“The arums make the white of Persicaria polymorpha a very definite cream and highlight the problem I had with Sissinghurst of putting too many whites together in one space. White flowers always have something else in them, be it blue, pink, mauve or even brown, and these off-whites soon look grubby when they are shown up by the purity of something like Zantedeschia aethiopica. A cream rose such as Rosa ‘Nevada’ needs to be with the right partners, and, since it fades to pink, it is a shame for this ageing process to feel muddied by wrongly placed companions.”
Natural Selection, A Year in the Garden by Dan Pearson (2017)
I have been drafting a piece about contemporary white gardens for a publication, so my mind has been on white blooms. Yesterday, in the post-election hiatus and the gloom of a wet, grey day, I headed round the garden with my vintage flower basket to pick a selection of white and largely white flowers.
Ringing in my ears were Dan Pearson’s words above, even though I had read them so really they should have been flashing in front of my eyes – visible rather than audible, so to speak. I had not really got my head around the different shades of white before. Neither, I am sure, had the many women whom we used to describe as being of the Remuera genre back in the 1990s, but who would be known as “ladies who lunch” these days. These were the ones who were hellbent on putting in a white garden, à la Sissinghurst. They were numerous and, in our peak retail days, we met a fair number of them. I recall some for whom white flushed pink was out of the question. Candidates for their white garden had to be pure in hue. White and nothing else. I wish I had the Pearson quote back then. There are many, many plants that open from a pink bud to a white bloom.
Never did I hear any of these women getting their heads around the different shades of white. Nor indeed the role of cream and where creamy white becomes more cream than white. Let alone where cream crosses over to palest yellow. It is spring here, so we have a number of rhododendrons in flower. Of the maybe ten different white rhododendrons I picked, only one was what I would call pure white.
Is Narcissus ‘Thalia’ (on the left) acceptable in a white garden, though it is cream, not white? If ‘Thalia’ is acceptable, how about the narcissus with the pale lemon corona and white petals? And if that lemon corona is still okay, does this go across to ‘Beryl’ and other poeticus hybrids with white petals and small coronas which are somewhat stronger coloured and into the yellows and oranges? Where is the cut-off point? I tell you, this white garden business is fraught with problems and judgement calls.
Are green flowers permissible? If so, why not the white Moraea villosa with blue peacock eye markings or Lachenalia contaminata or Onixotis triquetra which are white with maroon markings? If the latter two are not acceptable, does that rule out the white rhododendron with maroon spotting. Is it not sufficiently pure? Is it okay for a white rhododendron to open from a soft pink bud? No? How about a soft lemon bud or one with a green cast?
I laid all the whites out to peruse and Mark walked into the room. All he wanted to do was to add yellow to lift the scene. I have never wanted a colour themed, pure white garden. It is just not our style and it is hard to stop it being a little flat, a little lacking in energy or pzazz. But if you want one, maybe start considering the importance of different shades and textures of white.
White is not always whiter than white and not all whites are the same. Detail matters and never more so than when you are taking on somebody else’s idea in your garden. Without that attention to detail, you will only ever have an inferior interpretation of the original but without the originality.

Postscript: Should I mention to overseas readers that the white arum lily, Zantedeschia aethiopica, can be found listed on every weed reference site in New Zealand, though I am not sure how widely it has been banned outright at this point? It is generally seen as a sign of poor land management to be growing it. Pure white it may be, valued it is not. It joins the giant gunneras and even the erigeron daisy as a botanical crime here.

Why so grey, New Zealand? Each time we fly somewhere, Mark looks out the plane window and winces as he sees the sea of grey roofs. It is quite a while since we had to re-roof a house, but I assume roofing is available in other colours? It is not compulsory to roof in grey, is it?










All this was eclipsed, I must say, by the gentleman from down south somewhere who took it one step further on social media. There was, he asserted, no reason for hunger in New Zealand when people could grow their own food and head out to the country to kill a wild goat for meat. I do not think he meant a tethered goat like this handsome fellow from up the road. I also suspect he did not get out much and maybe thought it was still 1950 when jolly practical young fellows could head out with the gun and shoot a rabbit or goat for the pot, all the while speaking with a fridge and freezer full of meat already paid for, packaged and ready for his wife to cook for dinner that night. Bah humbug.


Activity -> Below is a listing; repeat exactly the lines from the one containing "You are a GUI" to the one containing "The image size is (1103, 521).", both included.

The data ->
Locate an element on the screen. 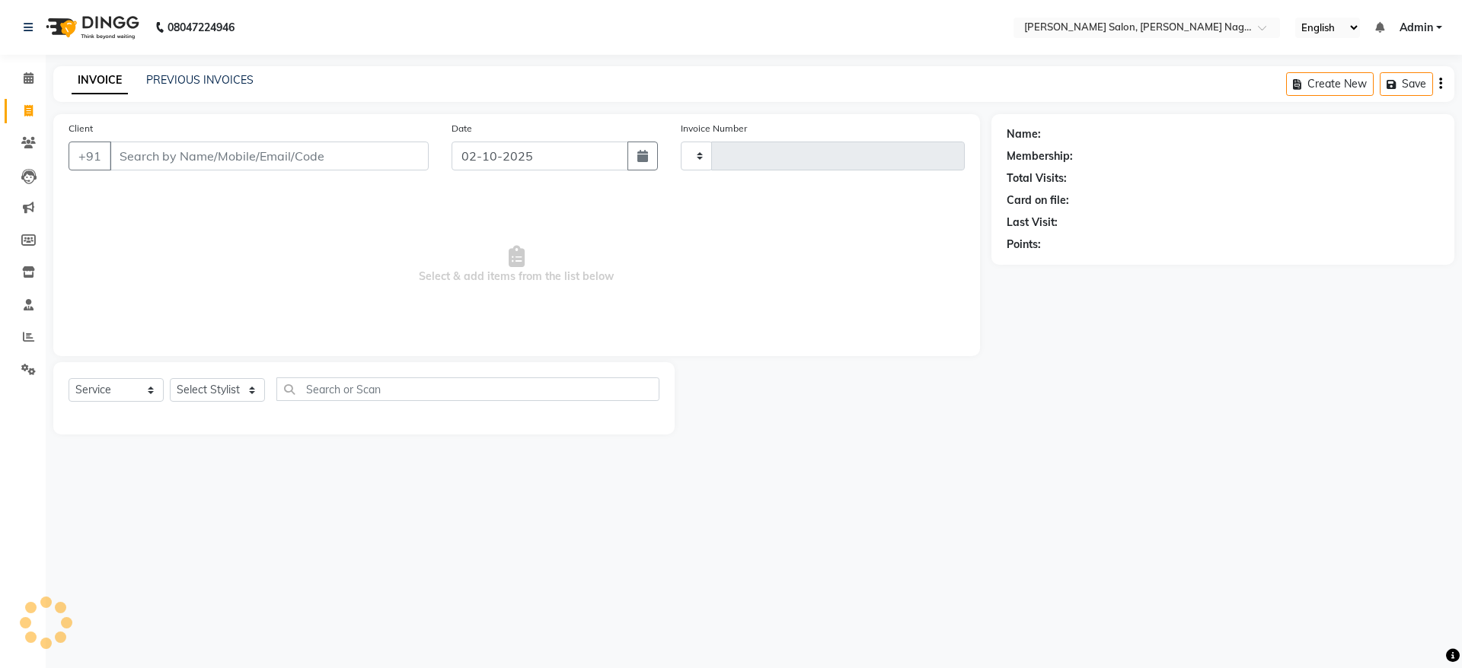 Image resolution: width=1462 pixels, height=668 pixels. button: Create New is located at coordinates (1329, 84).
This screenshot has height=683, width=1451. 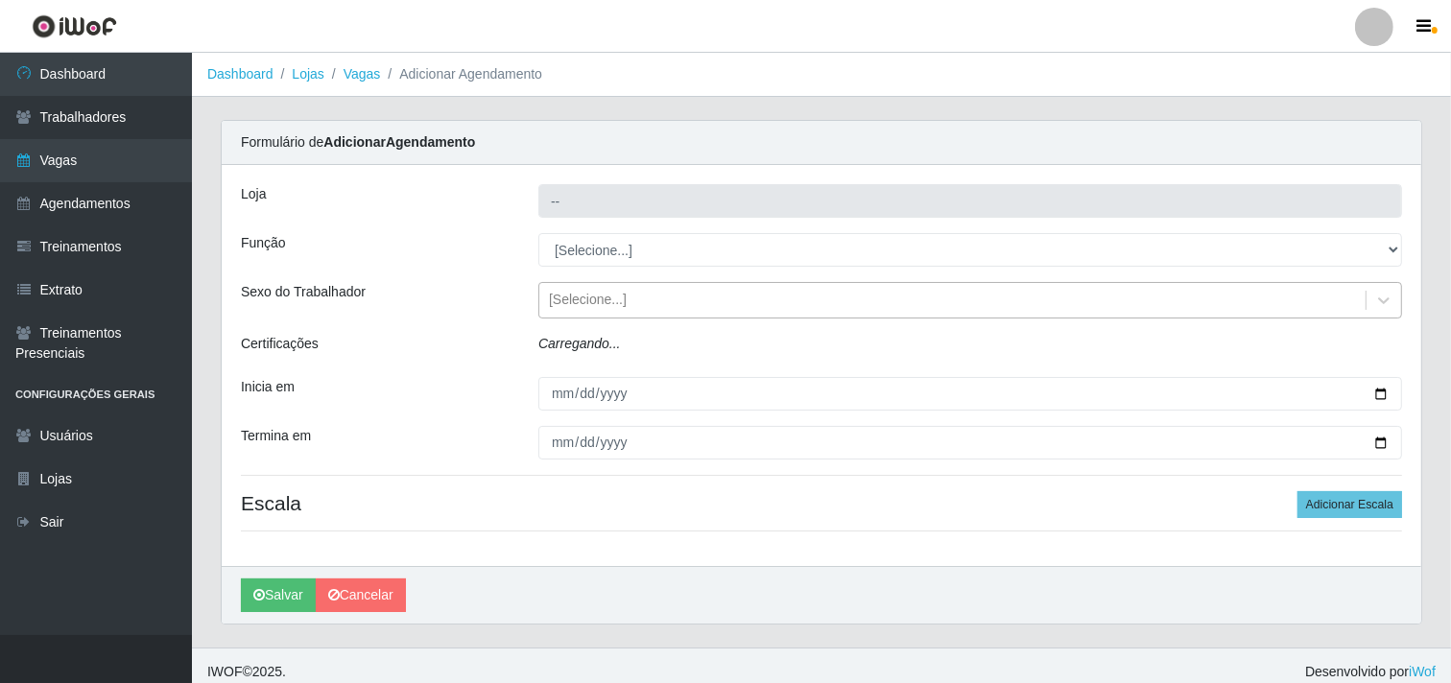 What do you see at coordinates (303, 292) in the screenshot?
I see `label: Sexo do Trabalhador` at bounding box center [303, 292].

---

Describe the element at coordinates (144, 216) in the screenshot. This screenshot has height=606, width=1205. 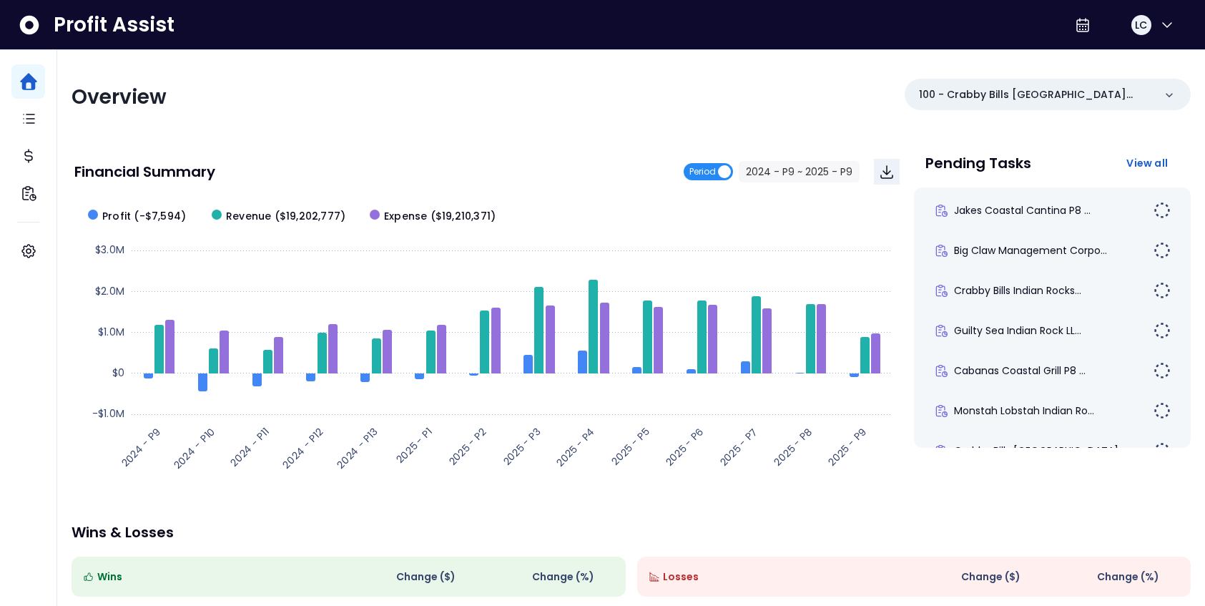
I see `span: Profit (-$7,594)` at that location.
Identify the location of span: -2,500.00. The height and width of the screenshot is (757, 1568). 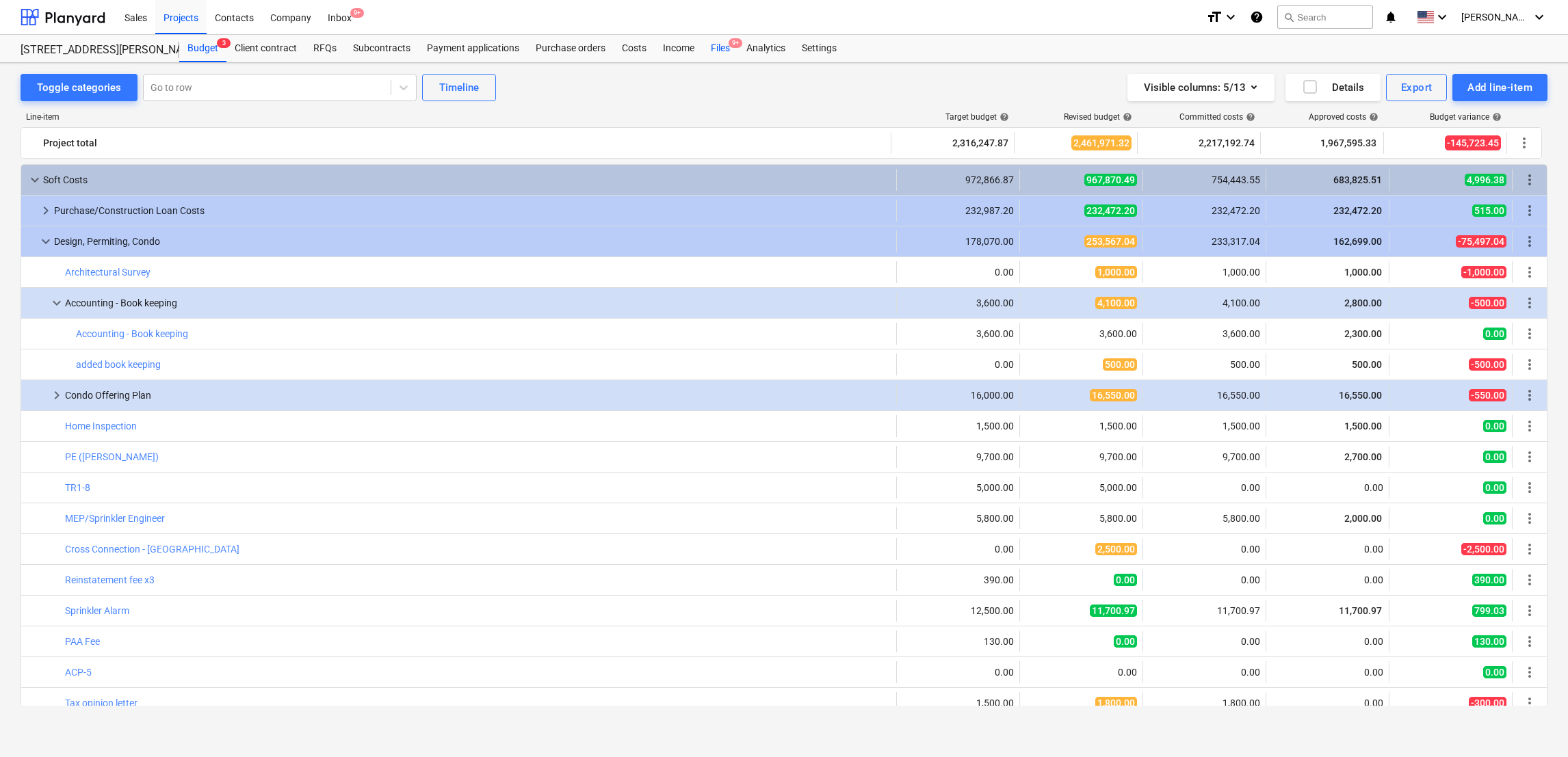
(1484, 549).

==

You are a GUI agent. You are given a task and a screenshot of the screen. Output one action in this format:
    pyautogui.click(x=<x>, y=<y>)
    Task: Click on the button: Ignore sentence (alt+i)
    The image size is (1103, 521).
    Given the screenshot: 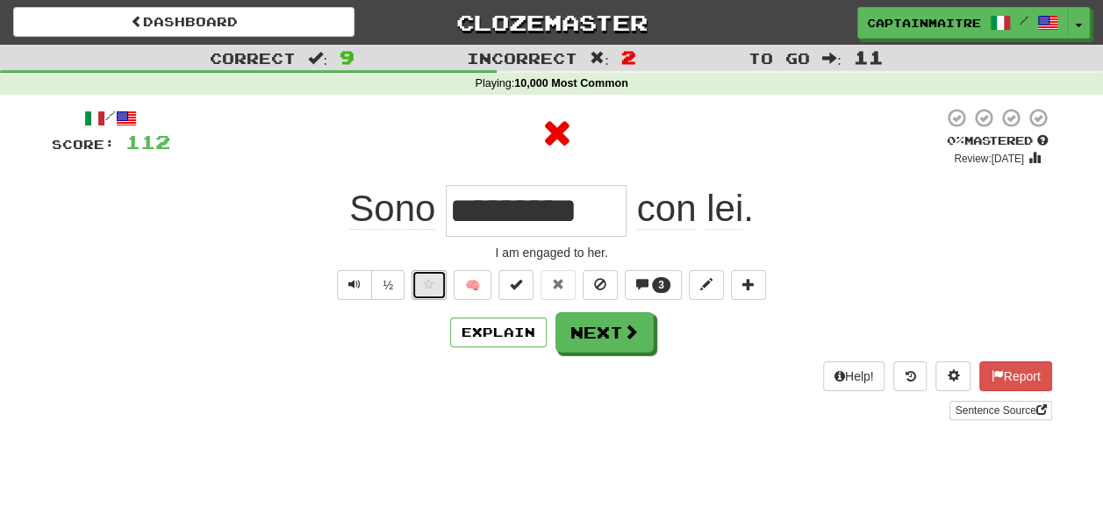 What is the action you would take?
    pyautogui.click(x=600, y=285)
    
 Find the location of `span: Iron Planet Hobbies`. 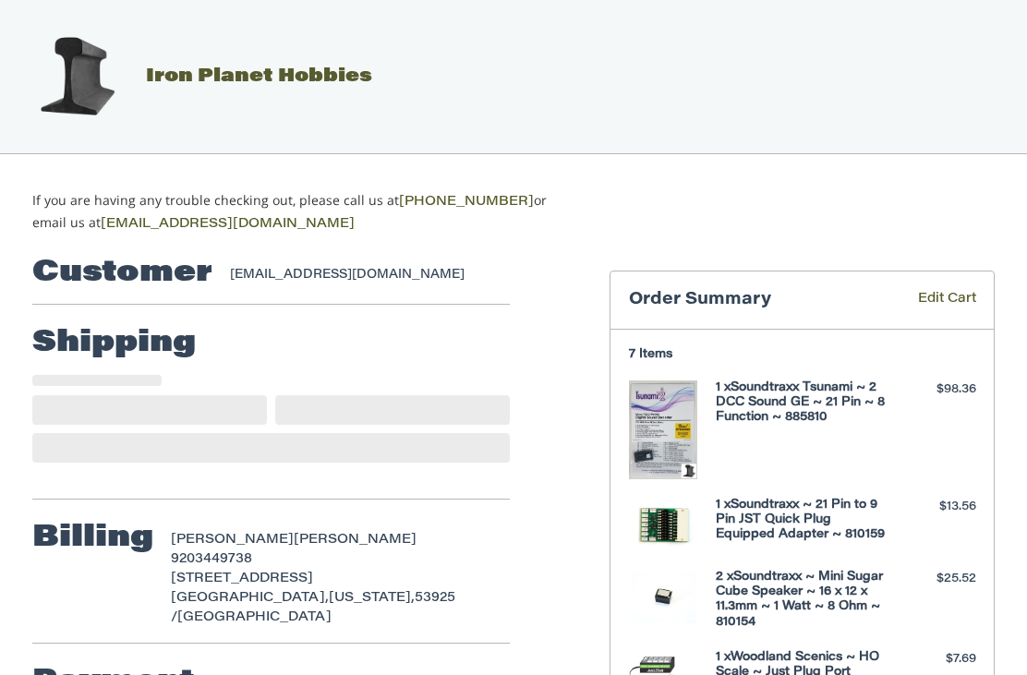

Exercise output ->
You are a GUI agent. You are given a task and a screenshot of the screen. Output one action in this format:
    pyautogui.click(x=<x>, y=<y>)
    Task: Click on the button: Ignore sentence (alt+i)
    The image size is (1103, 521).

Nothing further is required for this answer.